OUTSTANDING GREEN STORIES
rktect writes—Global Climate Change Denial is Costing Coastal Cities Quadrillions in Shorefront Property Values: “It's ironic that shorefront property to include, golf courses, airports, railheads and subways, seaports, military bases, government buildings, homes, hotels, and most urban infrastructure once considered the very epitome of a status symbol is rapidly becoming worthless because FEMA flood maps are no longer insurable, mortgagable or salable. Despite this, some major financial groups mislead as to the time frame for the flooding continue to build infrastructure in coastal cities. We don’t have a hundred years, or fifty or even a decade left before that proves to have been overly optimistic. Most people can observe the flooding is increasing at an increasing rate. Images of people in Miami, Bangladesh, Amsterdam, Venice, and Oceania, are being supplemented with images from Maine to the BOS-WASH corridor, Virginia, the Carolinas, Georgia. Relocating our cities provides a better chance for saving them than trying to build higher seawalls and levees, flood gates and drainage into the suburbs. To relocate our cities we might begin putting our new infrastructure on ring roads located more than sixty meters above existing sea levels. People whose property is less than sixty meters above the FEMA flood maps flood zones may need to get creative to write off their bad investments and put them on taxpayers. We should resist that displacement of responsibility.”

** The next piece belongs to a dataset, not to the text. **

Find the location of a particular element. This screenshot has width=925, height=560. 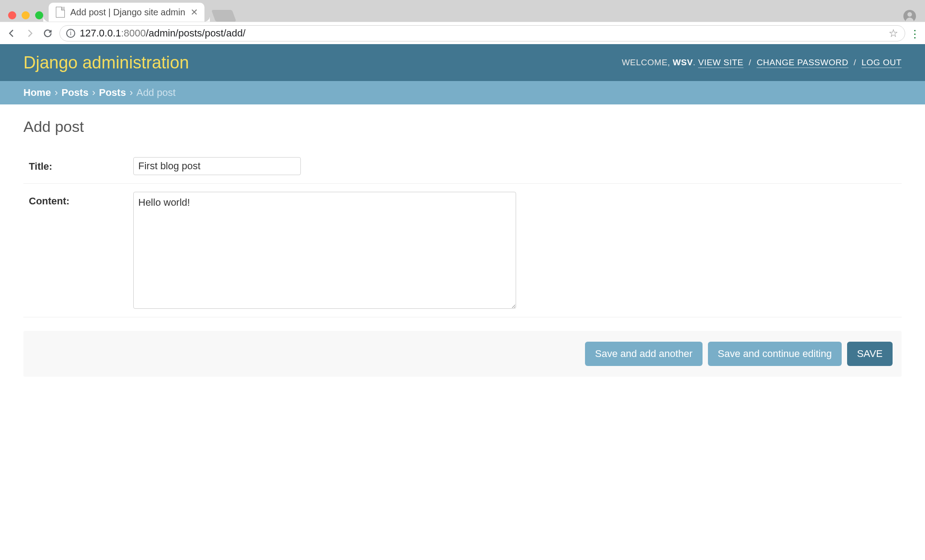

Kestrel writes—Dawn Chorus: A Face Only a Mother Could Love (with poll!): “Throughout the long and storied history of Dawn Chorus, there have been many great diaries about birds and bird-watching, along with many terrific photos of birds and their habitats. The subjects of these diaries have varied, with some focused on a particular bird or trait, on bird behavior and migration patterns, on breeding behavior and nesting, even colors of birds or how they see, eat, fly and hunt. But in all the Dawn Chorus diaries over the past fifteen years or so (and I’ve written more than 75 myself) there is one subject I realized that I’ve never seen covered in all that time. That subject? Weird and ugly birds. That’s right, weird and/or ugly birds. You know as well as I do that some birds are just crazy weird-looking and some are just plain ugly. Behold the common Turkey Vultureabove. That bald red head with tiny tufts of fuzz and that odd-looking hooked beak does not an attractive fellow make (to humans anyway).”